Trivia questions with answers about mountaineering and mountain climbing

What is mountaineering?
A: Mountaineering is a set of outdoor activities that involves ascending tall mountains.

Mountaineering-related activities include what?
A: Traditional outdoor climbing, skiing, and traversing via ferratas.

Unlike most sports, mountaineering lacks widely applied what?
A: Formal rules, regulations, and governance.

Mountaineers adhere to a large variety of what?
A: Techniques and philosophies when climbing mountains.

Numerous local alpine clubs support mountaineers by doing what?
A: Hosting resources and social activities.

 

A federation of alpine clubs, the International Climbing and Mountaineering Federation (UIAA), is the International Olympic Committee-recognized world organization for what?
A: Mountaineering and climbing.

Humans have been present in mountains since when?
A: Prehistory.

The remains of Ötzi, who lived in the 4th millennium BC, were found where?
A: In a glacier in the Ötztal Alps.

The highest mountains were rarely visited early on and were often associated with what?
A: Supernatural or religious concepts.

There are many documented examples of people climbing mountains prior to what?
A: The formal development of the sport in the 19th century.

 

The famous poet Petrarch describes his what, in one of his epistolae familiars?
A: His 26 April 1336 ascent of Mount Ventoux (1,912 m (6,273 ft)).

For most of antiquity, climbing mountains was a practical or symbolic activity, usually undertaken for what purpose?
A: Economic, political, or religious purposes.

A commonly cited example is the 1492 ascent of Mont Aiguille (2,085 m (6,841 ft)) by whom?
A: Antoine de Ville, a French military officer and lord of Domjulien and Beaupré.[16]

In the Andes, around the late 1400s and early 1500s many ascents were made of extremely high peaks by whom?
A: The Incas and their subjects.

What is the highest they are known for certain to have climbed?
A: 6739m at the summit of Volcan Llullaillaco.

 

In 1757 Swiss scientist Horace-Bénédict de Saussure made the first of several unsuccessful attempts on what?
A: Mont Blanc in France.

He then offered a reward to anyone who could what?
A: Climb the mountain.

The reward was claimed in 1786 by whom?
A:  Jacques Balmat and Michel-Gabriel Paccard.

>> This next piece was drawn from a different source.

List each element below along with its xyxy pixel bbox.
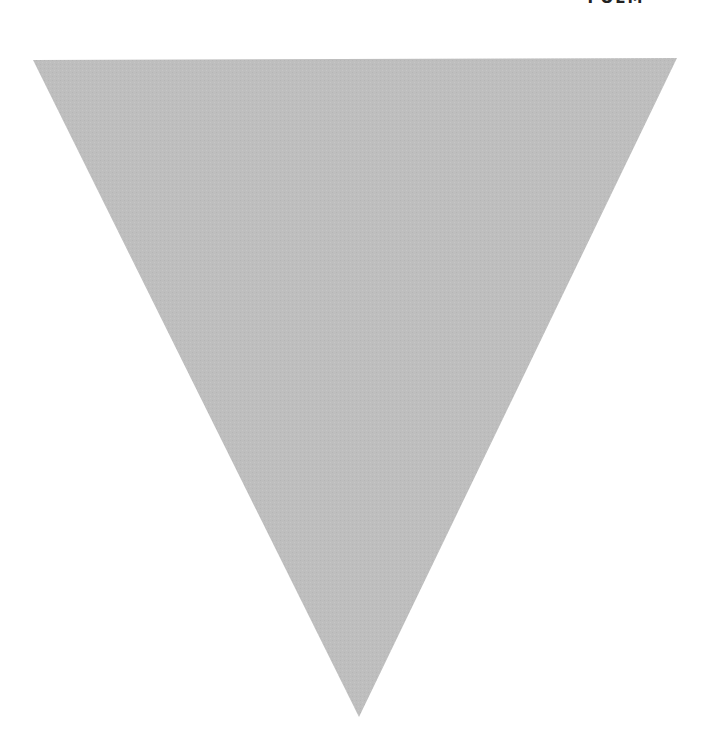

The climb is usually considered a what?
A: An epochal event in the history of mountaineering, a symbolic mark of the birth of the sport.

By the early 19th century, many of the alpine peaks were reached, including what?
A: The Grossglockner in 1800, the Ortler in 1804, the Jungfrau in 1811, the Finsteraarhorn in 1812, and the Breithorn in 1813.

 

In 1808, Marie Paradis became the first woman to climb what?
A: Mont Blanc, followed in 1838 by Henriette d'Angeville.

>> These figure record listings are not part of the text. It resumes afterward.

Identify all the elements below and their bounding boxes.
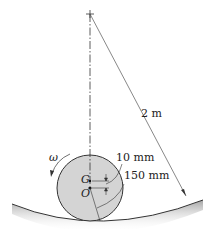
label-10mm: 10 mm [116, 152, 154, 163]
label-150mm: 150 mm [124, 170, 169, 181]
label-2m: 2 m [141, 108, 162, 119]
diagram-canvas [0, 0, 215, 229]
label-omega: ω [49, 152, 58, 163]
angular-velocity-arrowhead-icon [50, 170, 54, 177]
label-o: O [81, 188, 90, 199]
radius-arrowhead-icon [181, 189, 186, 196]
label-g: G [81, 174, 90, 185]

The beginning of mountaineering as a sport in the UK is generally dated to the ascent of what?
A: The Wetterhorn in 1854 by English mountaineer Sir Alfred Wills, who made mountaineering fashionable in Britain.

This inaugurated what became known as what?
A: The Golden Age of Alpinism, with the first mountaineering club – the Alpine Club – being founded in 1857.

One of the most dramatic events was the spectacular first ascent of what?
A: The Matterhorn.

It took place in 1865 and was led by English illustrator Edward Whymper, in which what happened?
A: Four of the party members fell to their deaths.

By this point the sport of mountaineering had largely what?
A: Reached its modern form, with a large body of professional guides, equipment, and methodologies.